So…why haiku this time?
Because they are popular, and I love them. Additionally, they are an interesting example of how other languages handle and organize sounds and words into poetry. In English, we use meter. Other languages do not use meter, or do not use it as English does.
But I know about haiku.
That’s great! It helps to build on something that we already know when trying to learn new things.
Okay, so…how do haiku work?
(I know I was taught a fair bit about haiku as a child, but I am going to talk as if you all don’t know many of these things. Therefore no one will be lost or confused.)

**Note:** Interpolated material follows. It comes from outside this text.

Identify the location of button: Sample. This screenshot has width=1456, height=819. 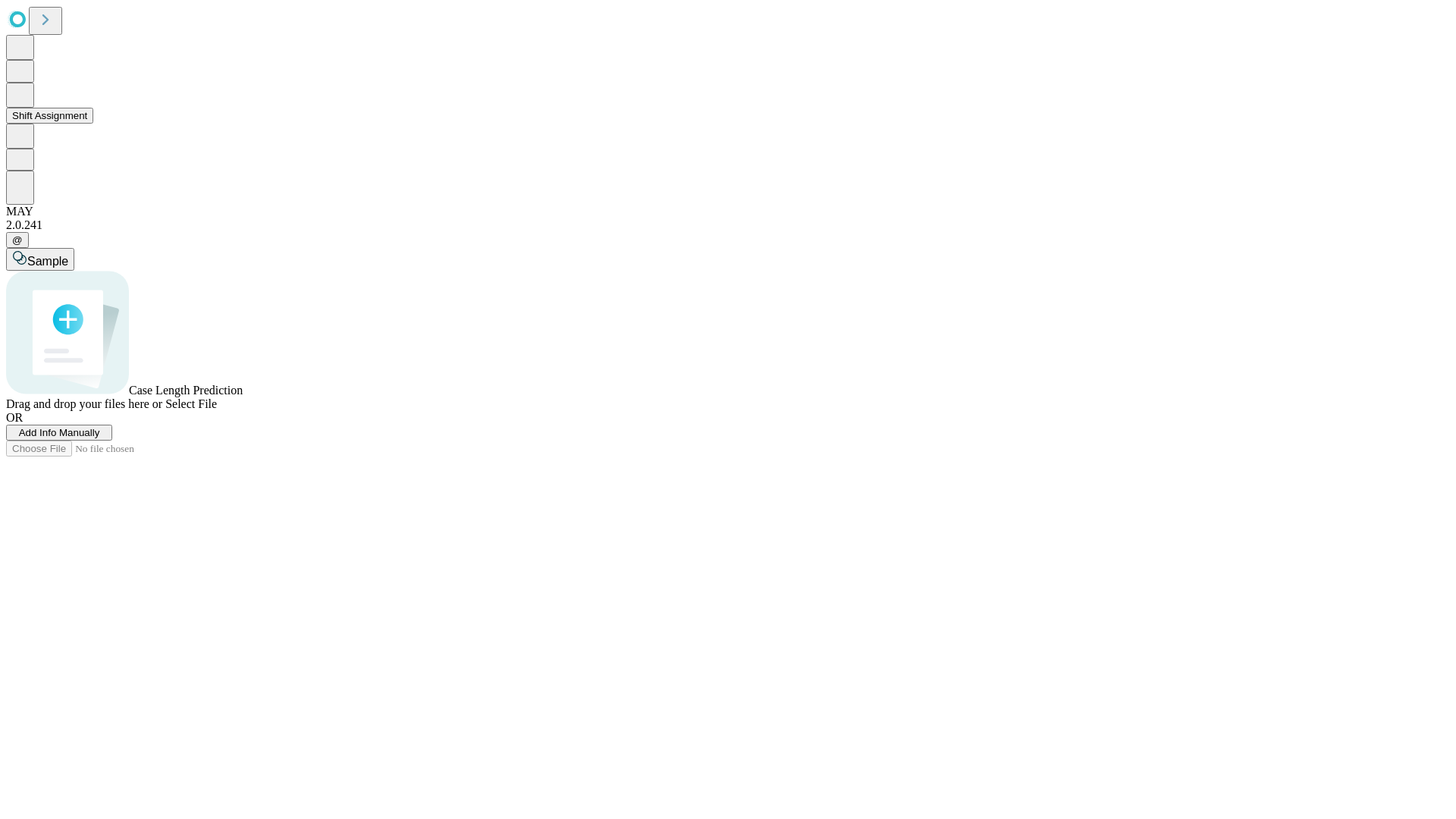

Haiku is a Japanese poetic form. Haiku have a single stanza of three lines. Line one is five syllables, line two is seven syllables, line three is five syllables again. This is what most people are taught.
In researching this, I discovered that haiku don’t have three lines when written in Japanese. They have only one; the three lines in English-language haiku point back to the three phrases that haiku have in Japanese.
Syllables, Morae and On
Japanese syllables are not syllables, but on (or morae). Japanese on are all the same length. Stress is more or less the same across all on. Since Japanese is a tonal language, you may hear high-tone on as stress. (Japanese has two tones. The other is low-tone.)
Haiku were once referred to as hokku. They grew out of renku (hokku is still the name for the first verse of a renku poem), and were viewed in that context for a time. In order to truly separate haiku from renku, Masaoka Shiki, a haiku author, suggested the name of haiku (an abbreviation of haikai no ku).
You told me that every poetic form has a recipe. What’s the recipe this time?
On (which we already talked about), a kigo, and the idea of kireji.